I pulled a feather blanket
over my skeleton
and woke—

a map of America
flapping in the dark.

That's a cool beginning to a book of poems. I like how these highly imagistic lines advance a poetics of cartography. Janice Gould has written about the importance of maps for Native women poets, and Foerster's fine collection makes me wish her book would have been around for Gould to include in her essay. I'm thinking particularly of "Atlas," a short poem that comes near the end of Leaving Tulsa:

I have tried to erase you
but you are already blank.

I hang your dress
in the hot south wind.

Only a rustle
of crows in the trees

as far off, our atlas
curls over the ledge

like a little blue wave.

For those on a journey, maps are a necessity. Jefferson was obsessed with them. In fact, Taylor includes a poem about what would become the canonical map of Virginia. Some of the best contemporary American Indian poetry and painting confronts the troubling history of mapmaking in the United States. Maps, too, are a type of exclusionary document in need of reinvention.

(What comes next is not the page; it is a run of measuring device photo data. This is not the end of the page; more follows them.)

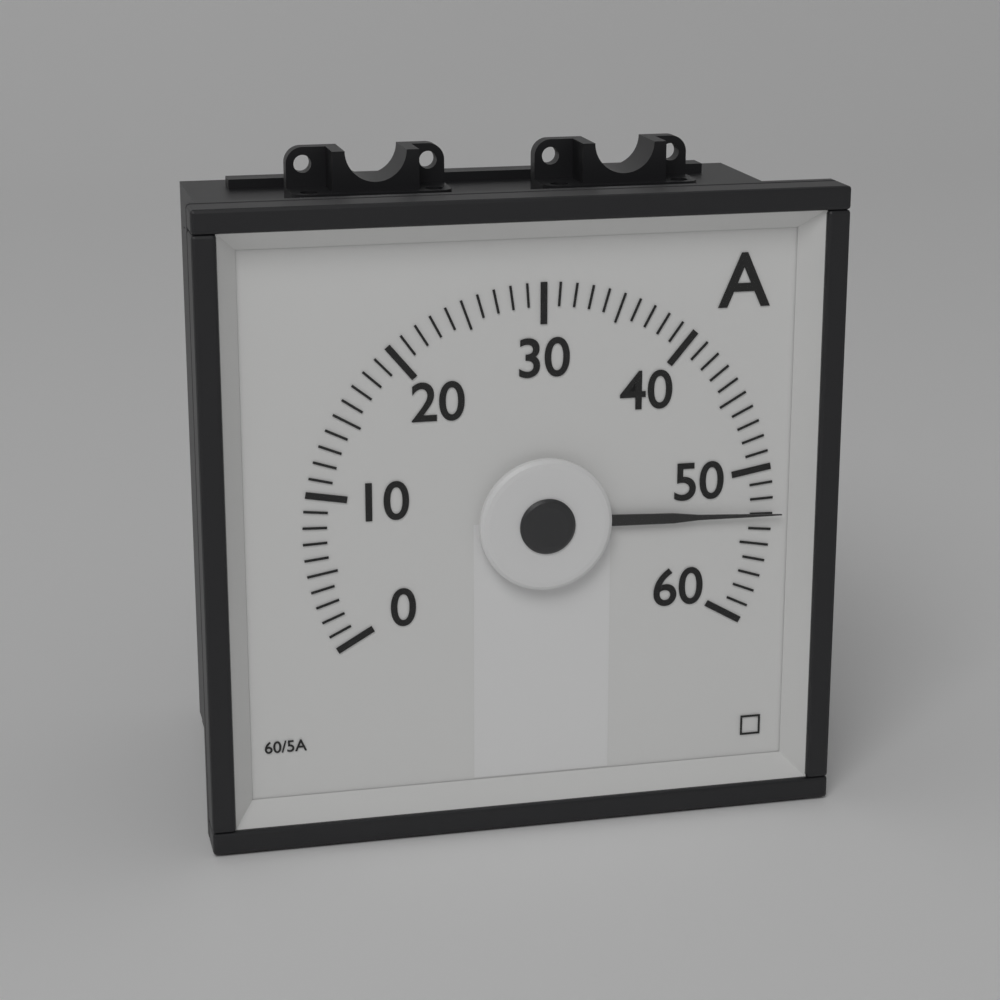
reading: 53 A
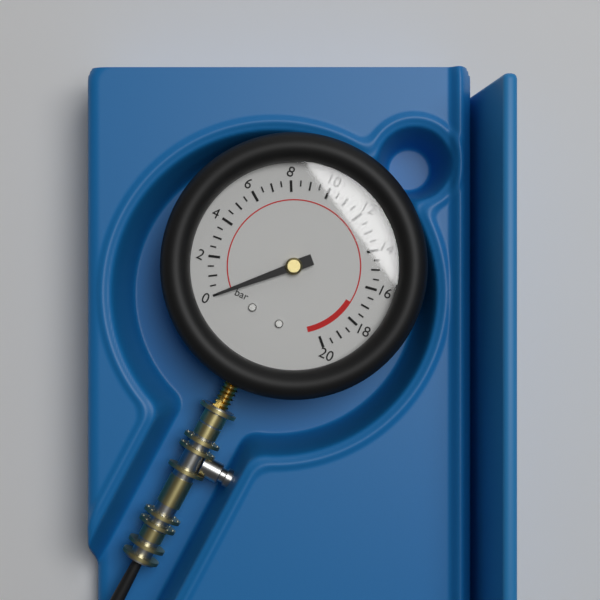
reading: 0.0 bar
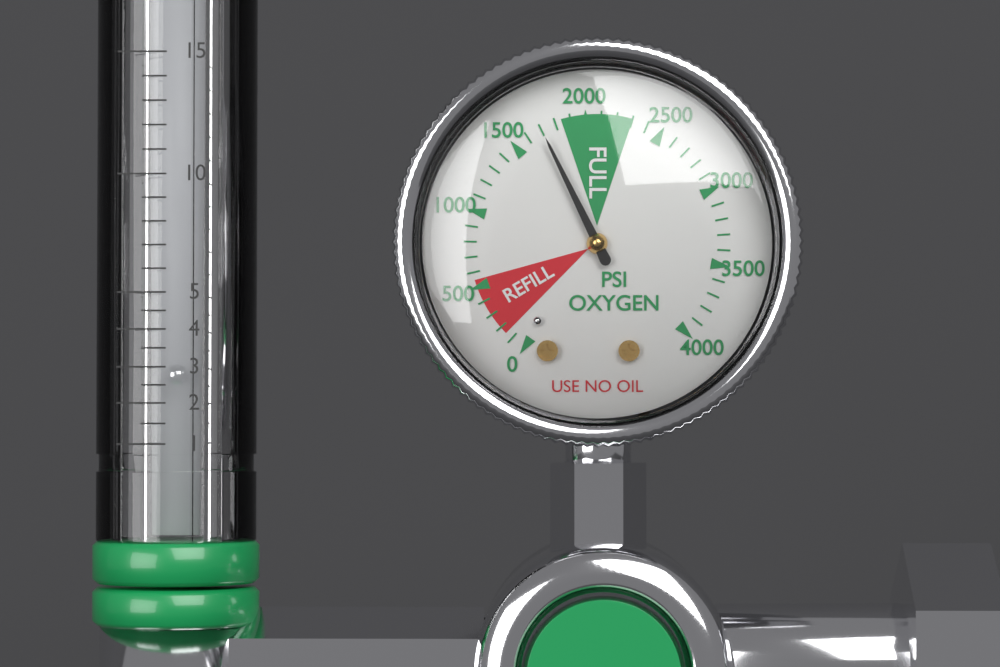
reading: 1700 psi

Geography plays an unusually large role in these books, and Taylor, Dempster, and Foerster each include poems about California. As Bay Area poets concerned with land, topography, and the relationship between land and power, this seems fitting. For all three, California marks the end of something. For all three, California marks the beginning of something.

And, even though these books confront the past, they are ultimately about beginnings. All three explore how historical trauma can, many years later, facilitate personal identity formation. One way these poets advance this project is through distinguishing literary form. I have talked mostly here about what we have come to call "theme," a term I very much dislike, but, each of these poets makes poetic form a form of identity. Taylor with her multi-valenced voices, Foerster with her deep image lyricism, Dempster with his fragmented lines and dislocating syntax.

Ezra Pound once described the epic as a "poem that contains history." For him history and the epic went hand-in-hand. In fact, the best epic poems don't just contain history--they create it. The epic's sweep, history's sweep are, for Pound, two sides of the same coin. But, the project of lyric poetry is different than that of the epic. Smaller, less narrative, more fragmented, more personal, the lyric's interrogative gestures, its personal pressures enable it to simultaneously deconstruct history while constructing the self. In so doing, these first books take an important step toward all kinds of new histories.